January 22, 2015

Sir, is it not high time FT abandons its “Après nous le deluge" mode?

Sir, of the letters I wrote and which you published, before I was censored for the given reason that I wrote too many letters, that which gets the most attention in my blog is the one titled “Long-term benefits of a hard landing”.

In that letter I argued Why not try to go for a big immediate adjustment and get it over with? … This is what the circle of life is all about and all the recent dabbling in topics such as debt sustainability just ignores the value of pruning or even, when urgently needed, of a timely amputation.”

How sad it is that almost eight years later, after having basically wasted QE’s, Paul Serfaty still finds a valid reason to end his letter with “Bite the bullet. Reprice the assets. Write off the unpayable debt. Smite the unwary. Start again with a new confidence that there is an upside”, “QE monster has regulators and markets alike transfixed” January 22.

Sir, look back at what your columnists have written over the last eight years, and you will find that most of it has to do with kicking the can down the road, by means of QEs, fiscal deficits and much other… all having us climb ever higher, that mountain of excessive liquidity, unsafe excessive price of “safe assets” and excessive sovereign debt, from which we must come down from, sooner or later.

Frankly Sir, is it not high time FT abandons its “Après nous le deluge” mode?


■ Exercise description ■
Once you find the line containing "Describe the element at coordinates (330, 177)" in the data below, copy it and each following line exactly, up to and including the line containing "This screenshot has height=354, width=723.", and nothing else.
[[ The records open ]]
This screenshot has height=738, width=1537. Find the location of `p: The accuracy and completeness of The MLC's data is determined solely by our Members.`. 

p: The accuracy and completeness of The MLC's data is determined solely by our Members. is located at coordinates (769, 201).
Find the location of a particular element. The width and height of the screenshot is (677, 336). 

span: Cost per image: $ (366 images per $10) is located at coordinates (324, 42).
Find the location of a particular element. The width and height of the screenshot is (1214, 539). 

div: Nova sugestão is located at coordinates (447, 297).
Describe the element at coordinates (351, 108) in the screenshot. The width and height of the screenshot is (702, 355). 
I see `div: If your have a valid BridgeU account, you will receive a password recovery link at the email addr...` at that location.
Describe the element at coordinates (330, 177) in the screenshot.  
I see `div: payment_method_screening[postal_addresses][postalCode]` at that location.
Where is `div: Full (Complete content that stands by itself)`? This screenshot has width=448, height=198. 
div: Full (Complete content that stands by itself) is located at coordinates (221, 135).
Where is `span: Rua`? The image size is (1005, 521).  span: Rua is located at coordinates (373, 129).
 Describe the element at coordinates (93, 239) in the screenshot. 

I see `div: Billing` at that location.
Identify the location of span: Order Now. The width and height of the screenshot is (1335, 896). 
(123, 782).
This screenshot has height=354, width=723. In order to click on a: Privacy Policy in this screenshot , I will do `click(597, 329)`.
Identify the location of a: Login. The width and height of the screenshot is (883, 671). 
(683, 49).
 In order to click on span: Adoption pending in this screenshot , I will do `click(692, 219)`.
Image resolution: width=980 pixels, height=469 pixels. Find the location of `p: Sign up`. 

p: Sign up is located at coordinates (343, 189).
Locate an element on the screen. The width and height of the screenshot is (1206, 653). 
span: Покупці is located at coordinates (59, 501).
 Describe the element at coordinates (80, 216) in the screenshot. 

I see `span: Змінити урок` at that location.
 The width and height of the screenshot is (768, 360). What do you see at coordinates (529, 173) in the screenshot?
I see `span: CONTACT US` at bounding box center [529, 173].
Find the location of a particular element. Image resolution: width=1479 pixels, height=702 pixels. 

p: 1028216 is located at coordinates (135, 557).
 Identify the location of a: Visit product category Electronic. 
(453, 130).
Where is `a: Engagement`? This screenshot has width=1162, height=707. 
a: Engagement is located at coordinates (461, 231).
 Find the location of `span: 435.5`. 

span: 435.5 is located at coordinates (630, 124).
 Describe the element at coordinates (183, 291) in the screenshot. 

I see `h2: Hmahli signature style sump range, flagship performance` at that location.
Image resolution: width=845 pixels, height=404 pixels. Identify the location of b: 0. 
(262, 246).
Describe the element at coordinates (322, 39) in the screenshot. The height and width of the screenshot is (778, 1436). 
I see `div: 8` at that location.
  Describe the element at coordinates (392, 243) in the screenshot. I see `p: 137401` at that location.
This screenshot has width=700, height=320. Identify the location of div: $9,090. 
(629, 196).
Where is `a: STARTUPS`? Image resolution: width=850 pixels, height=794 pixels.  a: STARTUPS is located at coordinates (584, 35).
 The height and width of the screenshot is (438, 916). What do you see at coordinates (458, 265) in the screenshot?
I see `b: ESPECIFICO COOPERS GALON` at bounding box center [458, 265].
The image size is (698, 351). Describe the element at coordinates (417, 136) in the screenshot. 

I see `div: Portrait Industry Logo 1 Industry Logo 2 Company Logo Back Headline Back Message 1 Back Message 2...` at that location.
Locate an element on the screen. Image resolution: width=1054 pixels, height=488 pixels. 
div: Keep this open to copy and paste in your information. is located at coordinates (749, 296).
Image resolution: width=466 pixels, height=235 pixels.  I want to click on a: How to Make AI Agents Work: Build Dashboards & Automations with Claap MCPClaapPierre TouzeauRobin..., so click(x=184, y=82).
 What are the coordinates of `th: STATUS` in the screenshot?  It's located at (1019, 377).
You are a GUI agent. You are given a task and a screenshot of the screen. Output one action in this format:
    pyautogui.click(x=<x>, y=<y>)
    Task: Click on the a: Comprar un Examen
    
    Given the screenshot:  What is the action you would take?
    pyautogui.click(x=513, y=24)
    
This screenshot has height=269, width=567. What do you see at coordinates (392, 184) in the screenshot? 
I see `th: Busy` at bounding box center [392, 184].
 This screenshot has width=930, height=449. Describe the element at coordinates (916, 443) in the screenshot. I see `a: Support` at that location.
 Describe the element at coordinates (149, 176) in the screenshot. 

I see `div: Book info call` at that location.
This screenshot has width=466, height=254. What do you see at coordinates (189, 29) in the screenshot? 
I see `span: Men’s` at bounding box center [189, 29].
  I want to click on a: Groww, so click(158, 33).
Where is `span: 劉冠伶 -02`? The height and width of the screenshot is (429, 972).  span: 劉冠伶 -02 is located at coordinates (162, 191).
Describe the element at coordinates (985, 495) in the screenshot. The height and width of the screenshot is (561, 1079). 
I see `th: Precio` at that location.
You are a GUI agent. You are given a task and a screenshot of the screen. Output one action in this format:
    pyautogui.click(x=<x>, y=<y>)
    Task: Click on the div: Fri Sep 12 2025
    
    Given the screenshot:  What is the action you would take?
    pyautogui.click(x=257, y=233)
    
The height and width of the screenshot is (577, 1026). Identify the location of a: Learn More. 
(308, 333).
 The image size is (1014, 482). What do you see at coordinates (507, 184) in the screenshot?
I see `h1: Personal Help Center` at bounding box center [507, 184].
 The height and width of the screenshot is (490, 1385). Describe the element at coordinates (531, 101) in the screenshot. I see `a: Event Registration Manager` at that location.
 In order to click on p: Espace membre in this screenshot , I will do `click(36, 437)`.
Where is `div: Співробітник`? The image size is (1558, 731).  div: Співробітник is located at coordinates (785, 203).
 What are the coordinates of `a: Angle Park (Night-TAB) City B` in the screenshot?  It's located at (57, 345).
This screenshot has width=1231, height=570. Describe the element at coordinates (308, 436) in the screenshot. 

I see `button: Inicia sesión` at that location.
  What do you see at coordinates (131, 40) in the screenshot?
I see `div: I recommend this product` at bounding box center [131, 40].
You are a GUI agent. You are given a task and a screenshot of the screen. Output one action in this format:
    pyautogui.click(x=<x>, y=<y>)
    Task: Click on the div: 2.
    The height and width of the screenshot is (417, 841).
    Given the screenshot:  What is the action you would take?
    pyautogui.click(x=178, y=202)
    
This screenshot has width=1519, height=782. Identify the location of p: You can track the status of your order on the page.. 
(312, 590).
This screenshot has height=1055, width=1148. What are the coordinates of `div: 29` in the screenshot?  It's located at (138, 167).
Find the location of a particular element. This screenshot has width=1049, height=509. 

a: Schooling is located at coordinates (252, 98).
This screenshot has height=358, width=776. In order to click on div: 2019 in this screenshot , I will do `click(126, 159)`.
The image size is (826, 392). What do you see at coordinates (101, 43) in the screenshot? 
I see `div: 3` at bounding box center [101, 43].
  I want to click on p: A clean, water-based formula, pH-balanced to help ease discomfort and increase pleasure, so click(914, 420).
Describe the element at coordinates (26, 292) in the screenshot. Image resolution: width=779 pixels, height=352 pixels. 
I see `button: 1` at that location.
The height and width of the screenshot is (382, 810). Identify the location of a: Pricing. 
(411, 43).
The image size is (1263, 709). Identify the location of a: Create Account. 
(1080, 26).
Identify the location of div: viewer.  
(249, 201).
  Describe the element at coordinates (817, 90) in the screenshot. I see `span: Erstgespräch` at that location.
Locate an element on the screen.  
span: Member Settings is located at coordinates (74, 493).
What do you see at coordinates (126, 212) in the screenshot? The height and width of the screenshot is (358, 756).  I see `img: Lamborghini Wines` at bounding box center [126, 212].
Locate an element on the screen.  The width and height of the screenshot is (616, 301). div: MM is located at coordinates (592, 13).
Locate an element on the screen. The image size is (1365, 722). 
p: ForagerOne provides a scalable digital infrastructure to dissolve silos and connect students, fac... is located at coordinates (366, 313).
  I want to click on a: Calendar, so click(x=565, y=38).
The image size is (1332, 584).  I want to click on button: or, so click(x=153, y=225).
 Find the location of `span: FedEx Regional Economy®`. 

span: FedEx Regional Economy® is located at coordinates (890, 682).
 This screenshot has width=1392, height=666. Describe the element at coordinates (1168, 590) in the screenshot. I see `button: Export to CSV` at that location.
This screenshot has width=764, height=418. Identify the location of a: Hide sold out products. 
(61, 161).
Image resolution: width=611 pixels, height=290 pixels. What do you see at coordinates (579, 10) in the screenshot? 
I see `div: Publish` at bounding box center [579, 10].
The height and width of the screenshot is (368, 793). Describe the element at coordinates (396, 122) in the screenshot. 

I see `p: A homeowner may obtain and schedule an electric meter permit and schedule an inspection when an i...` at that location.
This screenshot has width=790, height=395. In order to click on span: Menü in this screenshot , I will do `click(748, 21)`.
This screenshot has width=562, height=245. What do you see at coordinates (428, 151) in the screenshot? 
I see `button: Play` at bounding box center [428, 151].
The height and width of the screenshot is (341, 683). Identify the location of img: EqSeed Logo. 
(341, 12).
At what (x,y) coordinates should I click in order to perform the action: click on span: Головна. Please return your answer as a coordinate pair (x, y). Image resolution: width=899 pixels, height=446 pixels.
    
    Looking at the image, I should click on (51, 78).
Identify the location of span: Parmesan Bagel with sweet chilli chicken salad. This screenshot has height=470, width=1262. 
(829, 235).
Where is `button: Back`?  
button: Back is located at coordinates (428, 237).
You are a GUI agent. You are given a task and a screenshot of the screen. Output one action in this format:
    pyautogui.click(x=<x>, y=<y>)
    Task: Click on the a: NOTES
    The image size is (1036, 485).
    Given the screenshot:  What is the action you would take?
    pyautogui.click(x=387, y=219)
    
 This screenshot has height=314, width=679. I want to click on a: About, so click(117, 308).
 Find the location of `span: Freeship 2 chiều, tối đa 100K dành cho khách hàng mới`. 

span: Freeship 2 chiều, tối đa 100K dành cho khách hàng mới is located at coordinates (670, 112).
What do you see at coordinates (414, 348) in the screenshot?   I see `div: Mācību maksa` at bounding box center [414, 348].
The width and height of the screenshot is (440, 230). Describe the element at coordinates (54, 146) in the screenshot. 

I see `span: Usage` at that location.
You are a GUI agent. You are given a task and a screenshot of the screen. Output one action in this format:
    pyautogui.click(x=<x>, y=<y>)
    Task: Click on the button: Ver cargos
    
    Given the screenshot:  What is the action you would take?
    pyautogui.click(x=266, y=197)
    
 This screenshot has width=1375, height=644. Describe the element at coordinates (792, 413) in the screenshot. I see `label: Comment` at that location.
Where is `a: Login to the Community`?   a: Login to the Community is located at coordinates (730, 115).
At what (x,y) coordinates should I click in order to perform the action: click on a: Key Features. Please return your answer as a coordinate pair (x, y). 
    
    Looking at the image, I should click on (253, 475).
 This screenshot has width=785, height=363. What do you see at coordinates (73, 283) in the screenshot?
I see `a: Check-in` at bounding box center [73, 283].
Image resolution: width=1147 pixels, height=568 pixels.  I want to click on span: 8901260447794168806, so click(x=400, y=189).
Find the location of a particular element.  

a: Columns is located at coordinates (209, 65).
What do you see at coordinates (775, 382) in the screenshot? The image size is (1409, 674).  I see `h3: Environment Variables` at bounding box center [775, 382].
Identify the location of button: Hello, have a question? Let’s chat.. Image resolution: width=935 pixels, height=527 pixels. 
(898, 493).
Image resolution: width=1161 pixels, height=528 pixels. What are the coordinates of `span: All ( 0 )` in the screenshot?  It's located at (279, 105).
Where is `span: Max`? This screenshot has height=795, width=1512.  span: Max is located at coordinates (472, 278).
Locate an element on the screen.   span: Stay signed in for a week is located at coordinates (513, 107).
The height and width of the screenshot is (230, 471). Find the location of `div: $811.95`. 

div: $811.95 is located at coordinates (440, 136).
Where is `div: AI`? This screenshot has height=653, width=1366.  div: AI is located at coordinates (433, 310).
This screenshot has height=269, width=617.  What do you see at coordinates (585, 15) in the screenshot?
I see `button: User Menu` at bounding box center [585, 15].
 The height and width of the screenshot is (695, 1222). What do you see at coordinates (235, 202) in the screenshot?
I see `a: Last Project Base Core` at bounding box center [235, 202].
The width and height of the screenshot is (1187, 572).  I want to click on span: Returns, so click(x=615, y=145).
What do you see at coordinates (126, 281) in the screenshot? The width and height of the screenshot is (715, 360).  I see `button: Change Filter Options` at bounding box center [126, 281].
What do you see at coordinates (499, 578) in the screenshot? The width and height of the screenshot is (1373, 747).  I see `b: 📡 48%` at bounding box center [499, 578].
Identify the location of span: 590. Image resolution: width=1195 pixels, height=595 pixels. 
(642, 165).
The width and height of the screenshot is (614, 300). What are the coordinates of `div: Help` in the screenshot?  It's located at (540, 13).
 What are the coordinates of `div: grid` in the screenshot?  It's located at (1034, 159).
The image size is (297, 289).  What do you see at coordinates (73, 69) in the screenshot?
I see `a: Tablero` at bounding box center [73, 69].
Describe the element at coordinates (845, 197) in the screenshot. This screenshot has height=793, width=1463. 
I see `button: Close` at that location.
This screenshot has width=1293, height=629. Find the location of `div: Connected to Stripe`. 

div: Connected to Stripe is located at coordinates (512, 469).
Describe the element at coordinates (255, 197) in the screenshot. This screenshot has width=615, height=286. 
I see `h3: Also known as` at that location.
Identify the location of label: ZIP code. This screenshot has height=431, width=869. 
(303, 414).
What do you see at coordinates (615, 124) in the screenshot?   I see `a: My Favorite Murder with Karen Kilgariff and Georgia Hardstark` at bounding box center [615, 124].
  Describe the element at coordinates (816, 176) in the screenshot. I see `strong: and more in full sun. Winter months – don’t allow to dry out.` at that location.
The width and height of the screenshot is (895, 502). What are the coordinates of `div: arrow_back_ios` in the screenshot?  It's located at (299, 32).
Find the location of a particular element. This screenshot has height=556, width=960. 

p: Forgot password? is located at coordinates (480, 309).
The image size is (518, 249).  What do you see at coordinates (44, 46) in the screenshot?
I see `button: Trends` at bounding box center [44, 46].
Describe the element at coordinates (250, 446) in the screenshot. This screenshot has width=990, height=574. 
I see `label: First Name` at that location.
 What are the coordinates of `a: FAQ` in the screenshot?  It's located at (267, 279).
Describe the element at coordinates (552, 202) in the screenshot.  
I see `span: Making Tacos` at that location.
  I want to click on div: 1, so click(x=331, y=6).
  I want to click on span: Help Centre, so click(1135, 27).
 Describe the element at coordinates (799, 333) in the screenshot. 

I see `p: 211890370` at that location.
[[ The records closed ]]
■ Answer to the exercise ■
Describe the element at coordinates (330, 177) in the screenshot.  
I see `div: payment_method_screening[postal_addresses][postalCode]` at that location.
Where is `div: Full (Complete content that stands by itself)`? This screenshot has width=448, height=198. 
div: Full (Complete content that stands by itself) is located at coordinates (221, 135).
Where is `span: Rua`? The image size is (1005, 521).  span: Rua is located at coordinates (373, 129).
 Describe the element at coordinates (93, 239) in the screenshot. 

I see `div: Billing` at that location.
Identify the location of span: Order Now. The width and height of the screenshot is (1335, 896). 
(123, 782).
This screenshot has height=354, width=723. In order to click on a: Privacy Policy in this screenshot , I will do `click(597, 329)`.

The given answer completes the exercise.